But the discussion with de la Torre starts even farther back in time, with Goldman remembering his first impressions of Mexico City when he was covering Central America’s civil conflicts. “It just seemed to me like every street was a circus,” says the Guatemalan-American writer, who describes his feelings for the city as being like “falling in love with the girl next door.”
“It just seemed to me like every street was a circus.” |
His memoir, like the conversation, wends its way through more recent realities for the capital, covering corruption and narco-politics, the #YoSoy132 student movement, the murder of youths kidnapped from a nightclub in the Zona Rosa neighborhood, and the sprawling black market of Tepito.

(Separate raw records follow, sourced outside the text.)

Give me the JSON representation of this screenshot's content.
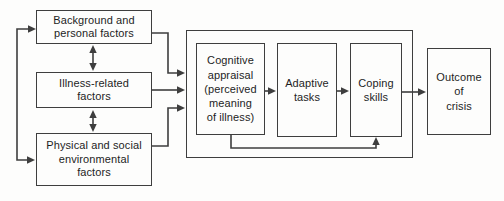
{
  "figure": {
    "background_color": "#fdfdfc",
    "line_color": "#3e3e3e",
    "text_color": "#1e1e1e"
  },
  "diagram": {
    "nodes": {
      "background_factors": "Background and\npersonal factors",
      "illness_factors": "Illness-related\nfactors",
      "environment_factors": "Physical and social\nenvironmental\nfactors",
      "cognitive_appraisal": "Cognitive\nappraisal\n(perceived\nmeaning\nof illness)",
      "adaptive_tasks": "Adaptive\ntasks",
      "coping_skills": "Coping\nskills",
      "outcome_of_crisis": "Outcome\nof\ncrisis"
    },
    "edges": [
      {
        "from": "background_factors",
        "to": "illness_factors",
        "style": "bidirectional"
      },
      {
        "from": "illness_factors",
        "to": "environment_factors",
        "style": "bidirectional"
      },
      {
        "from": "background_factors",
        "to": "environment_factors",
        "style": "bidirectional-left-loop"
      },
      {
        "from": "background_factors",
        "to": "appraisal_panel",
        "style": "arrow"
      },
      {
        "from": "illness_factors",
        "to": "appraisal_panel",
        "style": "arrow"
      },
      {
        "from": "environment_factors",
        "to": "appraisal_panel",
        "style": "arrow"
      },
      {
        "from": "cognitive_appraisal",
        "to": "adaptive_tasks",
        "style": "arrow"
      },
      {
        "from": "adaptive_tasks",
        "to": "coping_skills",
        "style": "arrow"
      },
      {
        "from": "cognitive_appraisal",
        "to": "coping_skills",
        "style": "arrow-feedback-bottom"
      },
      {
        "from": "coping_skills",
        "to": "outcome_of_crisis",
        "style": "arrow"
      }
    ]
  }
}
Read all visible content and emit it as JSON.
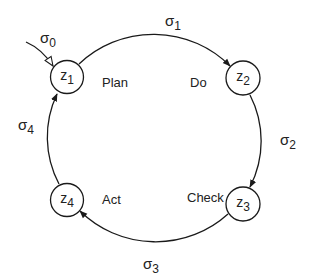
{
  "diagram": {
    "type": "state-cycle",
    "colors": {
      "stroke": "#1a1a1a",
      "text": "#222222",
      "background": "#ffffff"
    },
    "nodes": [
      {
        "id": "z1",
        "symbol": "z",
        "index": "1",
        "phase": "Plan"
      },
      {
        "id": "z2",
        "symbol": "z",
        "index": "2",
        "phase": "Do"
      },
      {
        "id": "z3",
        "symbol": "z",
        "index": "3",
        "phase": "Check"
      },
      {
        "id": "z4",
        "symbol": "z",
        "index": "4",
        "phase": "Act"
      }
    ],
    "transitions": [
      {
        "id": "s0",
        "symbol": "σ",
        "index": "0",
        "from": "",
        "to": "z1",
        "arrowhead": "hollow"
      },
      {
        "id": "s1",
        "symbol": "σ",
        "index": "1",
        "from": "z1",
        "to": "z2",
        "arrowhead": "filled"
      },
      {
        "id": "s2",
        "symbol": "σ",
        "index": "2",
        "from": "z2",
        "to": "z3",
        "arrowhead": "filled"
      },
      {
        "id": "s3",
        "symbol": "σ",
        "index": "3",
        "from": "z3",
        "to": "z4",
        "arrowhead": "filled"
      },
      {
        "id": "s4",
        "symbol": "σ",
        "index": "4",
        "from": "z4",
        "to": "z1",
        "arrowhead": "filled"
      }
    ]
  }
}
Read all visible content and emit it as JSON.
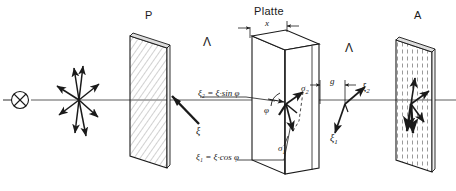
{
  "diagram": {
    "type": "optics-ray-diagram",
    "colors": {
      "line": "#1a1a1a",
      "hatch": "#9a9a9a",
      "plate_face": "#ffffff",
      "background": "#ffffff"
    },
    "labels": {
      "polarizer": "P",
      "plate": "Platte",
      "analyzer": "A",
      "lambda_left": "Λ",
      "lambda_right": "Λ",
      "thickness": "x",
      "gap": "g",
      "angle_phi": "φ",
      "xi_incident": "ξ",
      "xi_1_out": "ξ",
      "xi_1_out_sub": "1",
      "xi_2_out": "ξ",
      "xi_2_out_sub": "2",
      "sigma_1": "σ",
      "sigma_1_sub": "1",
      "sigma_2": "σ",
      "sigma_2_sub": "2",
      "formula_top": "ξ₂ = ξ·sin φ",
      "formula_bottom": "ξ₁ = ξ·cos φ"
    },
    "elements": {
      "source": "light-source-cross-circle",
      "optical_axis": "horizontal-ray-line",
      "unpolarized_star": "radiating-arrows-unpolarized-light",
      "polarizer_hatch": "diagonal-hatch",
      "analyzer_hatch": "vertical-dash-hatch"
    }
  }
}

“One of the things I love about Mexico City is the energy of it…Everybody lives on the edge, everybody’s hustling, everybody’s trying to find a way to get by, everybody’s doing it with such zest,” says Goldman. “Tepito is where that’s most concentrated. Tepito is the place where everything is for sale, where anything can be bought.”
This event was held in conjunction with the Americas Society Visual Arts exhibition Erick Meyenberg: The wheel bears no resemblance to the leg. On display through July 22, 2017, it chronicles the making of a multilayered project by Mexican artist Erick Meyenberg who worked for two years with a local high school marching band in Mexico City.